A GREEK MARBLE HERO RELIEF
PROPERTY OF A NEW ENGLAND PRIVATE COLLECTOR
A GREEK MARBLE HERO RELIEF

HELLENISTIC PERIOD, CIRCA LATE 4TH-3RD CENTURY B.C.

Details
A GREEK MARBLE HERO RELIEF
HELLENISTIC PERIOD, CIRCA LATE 4TH-3RD CENTURY B.C.
21 5⁄8 in. (54.9 cm.) long
Provenance
Private Collection, New York (possibly Pinto Collection, according to label adhered to underside of base).
Property from a New York Private Collection; Antiquities, Sotheby's, New York, 8 December 2000, lot 52.
Exhibited
Museum of Fine Arts, Boston, December 2000-March 2001.

Brought to you by

Hannah Fox Solomon
Hannah Fox Solomon Head of Department, Specialist

Lot Essay

The relief takes the form of a naiskos framed on either side by pilasters that support an epistyle and a cornice with antefixes. Within the naiskos, the hero or god reclines on a draped kline, leaning on pillows with his left elbow and holding a phiale in his right hand. Before him is a tripod table with feline legs, its circular top laden with food. At the end of the kline is a seated draped woman, her feet resting on a footstool, holding a snake in her hands. At the foot of the bed, a serving boy in a short chiton holds an oinochoe as he prepares to draw wine from a volute-krater on a stand.

Related hero reliefs with banquets scenes were dedicated throughout mainland and east Greece from the late 4th to the early 3rd century B.C. A number of them have been found in the context of Asclepieia, and many, including the example presented here, depict snakes, which are associated with healing, but it is not clear if these reliefs were dedicated to the god or if they served funerary purposes (see chapter II, “Heroenreliefs,” in N. Himmelmann, Der Ausruhende Herakles).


Nothing but a number is wanted here: the count of lines in the data holding the word "stage".

(Extracts from a graphics dataset)
——————————
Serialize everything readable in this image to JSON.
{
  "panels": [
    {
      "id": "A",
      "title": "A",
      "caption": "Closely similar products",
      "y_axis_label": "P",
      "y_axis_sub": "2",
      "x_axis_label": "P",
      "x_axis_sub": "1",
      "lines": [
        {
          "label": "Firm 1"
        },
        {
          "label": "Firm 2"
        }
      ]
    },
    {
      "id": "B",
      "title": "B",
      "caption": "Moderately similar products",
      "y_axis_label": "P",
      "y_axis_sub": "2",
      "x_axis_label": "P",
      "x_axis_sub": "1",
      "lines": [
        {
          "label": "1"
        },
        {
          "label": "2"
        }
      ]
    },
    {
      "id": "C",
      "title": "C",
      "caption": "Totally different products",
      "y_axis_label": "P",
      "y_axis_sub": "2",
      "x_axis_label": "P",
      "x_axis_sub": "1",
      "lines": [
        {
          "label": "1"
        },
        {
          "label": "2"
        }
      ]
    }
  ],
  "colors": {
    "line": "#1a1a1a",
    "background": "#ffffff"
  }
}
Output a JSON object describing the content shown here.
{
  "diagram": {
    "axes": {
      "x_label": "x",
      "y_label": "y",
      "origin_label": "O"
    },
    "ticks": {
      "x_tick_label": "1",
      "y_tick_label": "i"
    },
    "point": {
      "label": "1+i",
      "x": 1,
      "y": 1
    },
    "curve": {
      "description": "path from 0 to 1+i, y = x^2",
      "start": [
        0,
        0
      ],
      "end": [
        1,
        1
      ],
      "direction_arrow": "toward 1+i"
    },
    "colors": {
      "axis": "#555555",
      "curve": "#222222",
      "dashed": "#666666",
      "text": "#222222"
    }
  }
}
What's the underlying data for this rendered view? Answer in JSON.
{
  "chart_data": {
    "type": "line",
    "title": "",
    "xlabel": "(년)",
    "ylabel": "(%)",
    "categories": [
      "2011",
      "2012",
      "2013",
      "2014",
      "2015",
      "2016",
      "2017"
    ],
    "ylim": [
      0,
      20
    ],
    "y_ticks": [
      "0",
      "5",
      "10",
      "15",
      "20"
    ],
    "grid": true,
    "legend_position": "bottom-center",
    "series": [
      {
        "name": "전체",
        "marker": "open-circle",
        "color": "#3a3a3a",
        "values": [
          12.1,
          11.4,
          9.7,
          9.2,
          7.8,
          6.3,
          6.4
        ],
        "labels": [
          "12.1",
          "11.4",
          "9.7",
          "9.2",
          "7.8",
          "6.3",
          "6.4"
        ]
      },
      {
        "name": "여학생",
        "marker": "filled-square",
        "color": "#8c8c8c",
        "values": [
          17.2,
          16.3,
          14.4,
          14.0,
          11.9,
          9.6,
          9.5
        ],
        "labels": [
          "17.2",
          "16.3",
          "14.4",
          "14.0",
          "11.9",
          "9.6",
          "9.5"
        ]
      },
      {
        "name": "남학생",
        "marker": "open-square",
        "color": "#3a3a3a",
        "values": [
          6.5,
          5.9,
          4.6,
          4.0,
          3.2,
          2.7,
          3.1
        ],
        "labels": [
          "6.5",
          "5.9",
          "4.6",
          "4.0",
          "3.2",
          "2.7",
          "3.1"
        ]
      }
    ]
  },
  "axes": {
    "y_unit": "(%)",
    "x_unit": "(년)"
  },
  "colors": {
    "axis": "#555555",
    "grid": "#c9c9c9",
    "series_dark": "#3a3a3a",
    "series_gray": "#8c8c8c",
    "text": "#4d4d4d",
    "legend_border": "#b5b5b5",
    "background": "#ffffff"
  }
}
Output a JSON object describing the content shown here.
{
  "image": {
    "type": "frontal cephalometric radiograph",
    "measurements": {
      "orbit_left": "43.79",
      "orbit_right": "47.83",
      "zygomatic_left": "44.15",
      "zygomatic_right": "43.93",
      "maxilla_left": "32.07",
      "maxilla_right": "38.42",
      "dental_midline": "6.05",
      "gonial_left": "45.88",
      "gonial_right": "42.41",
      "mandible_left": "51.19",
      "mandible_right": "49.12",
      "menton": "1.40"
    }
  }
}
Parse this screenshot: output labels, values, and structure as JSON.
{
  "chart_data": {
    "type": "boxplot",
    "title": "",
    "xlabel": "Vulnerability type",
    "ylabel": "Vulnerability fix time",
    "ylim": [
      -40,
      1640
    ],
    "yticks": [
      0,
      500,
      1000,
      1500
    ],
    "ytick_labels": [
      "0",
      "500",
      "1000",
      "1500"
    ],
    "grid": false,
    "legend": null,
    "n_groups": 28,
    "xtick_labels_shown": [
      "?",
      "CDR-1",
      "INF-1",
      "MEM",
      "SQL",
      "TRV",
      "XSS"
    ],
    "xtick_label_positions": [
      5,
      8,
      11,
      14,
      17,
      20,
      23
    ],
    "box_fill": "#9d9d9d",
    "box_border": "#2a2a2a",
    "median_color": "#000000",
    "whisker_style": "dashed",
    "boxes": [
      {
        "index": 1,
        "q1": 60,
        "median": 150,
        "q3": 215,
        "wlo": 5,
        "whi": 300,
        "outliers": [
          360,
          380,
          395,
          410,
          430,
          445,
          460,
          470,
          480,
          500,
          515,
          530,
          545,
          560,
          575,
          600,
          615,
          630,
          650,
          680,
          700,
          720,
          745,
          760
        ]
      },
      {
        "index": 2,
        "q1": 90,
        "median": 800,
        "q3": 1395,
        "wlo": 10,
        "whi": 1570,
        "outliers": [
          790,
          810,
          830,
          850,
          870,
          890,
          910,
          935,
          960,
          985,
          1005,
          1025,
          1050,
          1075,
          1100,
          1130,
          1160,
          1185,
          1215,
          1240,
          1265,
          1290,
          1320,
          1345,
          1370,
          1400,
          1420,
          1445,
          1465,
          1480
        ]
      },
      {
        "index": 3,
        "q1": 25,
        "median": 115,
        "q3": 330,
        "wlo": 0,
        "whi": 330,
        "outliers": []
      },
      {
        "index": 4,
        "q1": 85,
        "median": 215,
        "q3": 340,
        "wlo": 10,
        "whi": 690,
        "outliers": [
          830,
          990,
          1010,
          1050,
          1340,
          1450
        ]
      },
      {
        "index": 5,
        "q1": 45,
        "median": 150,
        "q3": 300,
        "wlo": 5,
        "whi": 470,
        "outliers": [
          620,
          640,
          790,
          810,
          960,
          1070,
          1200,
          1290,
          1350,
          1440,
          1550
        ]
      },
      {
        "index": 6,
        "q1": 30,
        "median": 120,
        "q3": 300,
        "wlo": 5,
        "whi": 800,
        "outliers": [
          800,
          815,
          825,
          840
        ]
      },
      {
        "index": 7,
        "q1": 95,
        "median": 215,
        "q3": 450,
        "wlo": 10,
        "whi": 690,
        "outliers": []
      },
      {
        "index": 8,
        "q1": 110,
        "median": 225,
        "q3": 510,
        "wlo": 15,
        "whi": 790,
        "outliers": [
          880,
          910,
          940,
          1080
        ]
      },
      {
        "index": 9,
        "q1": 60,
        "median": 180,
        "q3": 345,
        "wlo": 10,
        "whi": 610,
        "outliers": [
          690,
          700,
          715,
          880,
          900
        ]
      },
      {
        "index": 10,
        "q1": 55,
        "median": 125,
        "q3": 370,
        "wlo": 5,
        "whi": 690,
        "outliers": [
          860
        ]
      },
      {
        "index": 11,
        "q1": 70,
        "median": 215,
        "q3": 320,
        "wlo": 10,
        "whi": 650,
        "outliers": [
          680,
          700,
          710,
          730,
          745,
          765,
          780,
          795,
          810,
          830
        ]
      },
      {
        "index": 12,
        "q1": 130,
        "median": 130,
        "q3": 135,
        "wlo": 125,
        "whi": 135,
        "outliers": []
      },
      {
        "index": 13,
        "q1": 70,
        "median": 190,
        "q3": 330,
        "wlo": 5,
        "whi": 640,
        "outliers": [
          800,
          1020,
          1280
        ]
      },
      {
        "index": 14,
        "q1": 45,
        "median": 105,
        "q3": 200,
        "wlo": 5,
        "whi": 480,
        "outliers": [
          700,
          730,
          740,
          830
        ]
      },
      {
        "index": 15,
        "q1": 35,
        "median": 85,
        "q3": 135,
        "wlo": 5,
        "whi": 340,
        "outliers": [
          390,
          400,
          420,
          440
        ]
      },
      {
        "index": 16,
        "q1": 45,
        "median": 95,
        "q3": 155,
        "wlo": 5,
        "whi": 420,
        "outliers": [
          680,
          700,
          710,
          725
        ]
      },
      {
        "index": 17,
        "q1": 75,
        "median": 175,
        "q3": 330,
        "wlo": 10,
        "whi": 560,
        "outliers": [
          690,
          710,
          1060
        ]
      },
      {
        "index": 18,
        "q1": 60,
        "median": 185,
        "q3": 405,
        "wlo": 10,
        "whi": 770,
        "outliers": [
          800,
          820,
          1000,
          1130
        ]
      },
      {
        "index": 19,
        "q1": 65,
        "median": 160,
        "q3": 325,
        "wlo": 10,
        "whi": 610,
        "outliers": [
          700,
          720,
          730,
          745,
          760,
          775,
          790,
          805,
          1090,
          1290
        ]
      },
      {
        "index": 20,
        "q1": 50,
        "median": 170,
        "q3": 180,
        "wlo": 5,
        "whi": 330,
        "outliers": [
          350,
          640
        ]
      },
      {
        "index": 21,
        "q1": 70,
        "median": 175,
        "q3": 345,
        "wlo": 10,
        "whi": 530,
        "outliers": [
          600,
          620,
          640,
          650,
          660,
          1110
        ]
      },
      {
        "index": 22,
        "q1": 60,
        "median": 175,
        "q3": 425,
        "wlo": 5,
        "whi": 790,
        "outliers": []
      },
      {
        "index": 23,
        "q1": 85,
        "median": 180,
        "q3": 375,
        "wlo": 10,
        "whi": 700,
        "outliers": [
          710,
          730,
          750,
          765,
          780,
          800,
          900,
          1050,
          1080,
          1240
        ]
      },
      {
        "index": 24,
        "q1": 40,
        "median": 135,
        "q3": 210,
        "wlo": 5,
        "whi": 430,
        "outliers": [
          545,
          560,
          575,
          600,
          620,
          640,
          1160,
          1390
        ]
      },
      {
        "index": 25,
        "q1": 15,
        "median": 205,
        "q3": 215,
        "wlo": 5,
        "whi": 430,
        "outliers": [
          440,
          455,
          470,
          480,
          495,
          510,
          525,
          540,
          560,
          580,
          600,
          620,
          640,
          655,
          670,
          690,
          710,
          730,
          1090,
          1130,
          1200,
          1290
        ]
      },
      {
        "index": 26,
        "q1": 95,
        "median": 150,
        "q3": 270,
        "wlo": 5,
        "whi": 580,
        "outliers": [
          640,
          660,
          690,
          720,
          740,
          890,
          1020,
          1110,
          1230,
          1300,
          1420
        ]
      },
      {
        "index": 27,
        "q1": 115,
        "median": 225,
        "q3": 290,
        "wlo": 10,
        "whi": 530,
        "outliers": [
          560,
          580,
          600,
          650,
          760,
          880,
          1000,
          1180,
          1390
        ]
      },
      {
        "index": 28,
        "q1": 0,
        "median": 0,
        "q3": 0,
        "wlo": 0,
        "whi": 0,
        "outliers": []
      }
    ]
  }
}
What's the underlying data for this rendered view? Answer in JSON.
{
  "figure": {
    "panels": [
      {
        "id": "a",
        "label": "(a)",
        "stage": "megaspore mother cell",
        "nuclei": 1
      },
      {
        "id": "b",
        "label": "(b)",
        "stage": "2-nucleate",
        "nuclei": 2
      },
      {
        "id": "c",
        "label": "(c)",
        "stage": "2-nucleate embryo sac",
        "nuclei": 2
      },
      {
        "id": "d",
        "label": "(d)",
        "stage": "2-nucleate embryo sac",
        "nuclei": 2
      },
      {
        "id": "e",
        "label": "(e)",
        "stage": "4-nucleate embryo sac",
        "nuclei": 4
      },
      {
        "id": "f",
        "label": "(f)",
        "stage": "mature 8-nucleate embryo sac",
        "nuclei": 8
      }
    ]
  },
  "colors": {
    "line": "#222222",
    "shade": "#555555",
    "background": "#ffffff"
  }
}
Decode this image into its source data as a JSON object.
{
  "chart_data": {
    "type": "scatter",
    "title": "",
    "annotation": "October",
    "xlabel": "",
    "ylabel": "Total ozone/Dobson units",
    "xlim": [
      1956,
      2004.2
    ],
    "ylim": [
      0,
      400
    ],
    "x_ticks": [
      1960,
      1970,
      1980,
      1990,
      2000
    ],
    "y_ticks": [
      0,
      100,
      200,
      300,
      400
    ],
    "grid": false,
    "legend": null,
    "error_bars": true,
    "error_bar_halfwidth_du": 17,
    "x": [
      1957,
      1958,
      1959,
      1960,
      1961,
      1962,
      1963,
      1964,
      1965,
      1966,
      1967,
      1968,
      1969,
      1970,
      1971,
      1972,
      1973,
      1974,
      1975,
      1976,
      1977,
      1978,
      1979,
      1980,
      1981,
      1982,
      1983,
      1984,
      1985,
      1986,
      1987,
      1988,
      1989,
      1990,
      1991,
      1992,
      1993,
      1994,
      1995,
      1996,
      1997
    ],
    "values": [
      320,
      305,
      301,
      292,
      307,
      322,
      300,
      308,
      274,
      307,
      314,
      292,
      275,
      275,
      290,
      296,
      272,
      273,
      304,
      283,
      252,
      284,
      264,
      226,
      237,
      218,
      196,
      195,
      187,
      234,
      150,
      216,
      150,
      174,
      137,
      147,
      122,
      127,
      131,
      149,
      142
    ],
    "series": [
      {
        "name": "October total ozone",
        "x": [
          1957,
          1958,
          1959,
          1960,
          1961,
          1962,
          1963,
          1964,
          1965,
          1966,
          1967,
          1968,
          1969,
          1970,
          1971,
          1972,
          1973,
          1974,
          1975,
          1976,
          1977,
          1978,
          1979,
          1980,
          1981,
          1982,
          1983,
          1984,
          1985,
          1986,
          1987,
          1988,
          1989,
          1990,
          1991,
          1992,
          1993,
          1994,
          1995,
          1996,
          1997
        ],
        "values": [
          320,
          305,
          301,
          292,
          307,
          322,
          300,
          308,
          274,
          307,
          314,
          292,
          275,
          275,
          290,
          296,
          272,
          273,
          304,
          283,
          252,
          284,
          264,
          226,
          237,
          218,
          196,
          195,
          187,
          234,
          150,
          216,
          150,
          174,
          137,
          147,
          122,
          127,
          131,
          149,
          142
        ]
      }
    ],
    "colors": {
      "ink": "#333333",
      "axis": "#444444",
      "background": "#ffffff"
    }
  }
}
——————————
- [RESULT OF THE EXERCISE]: 6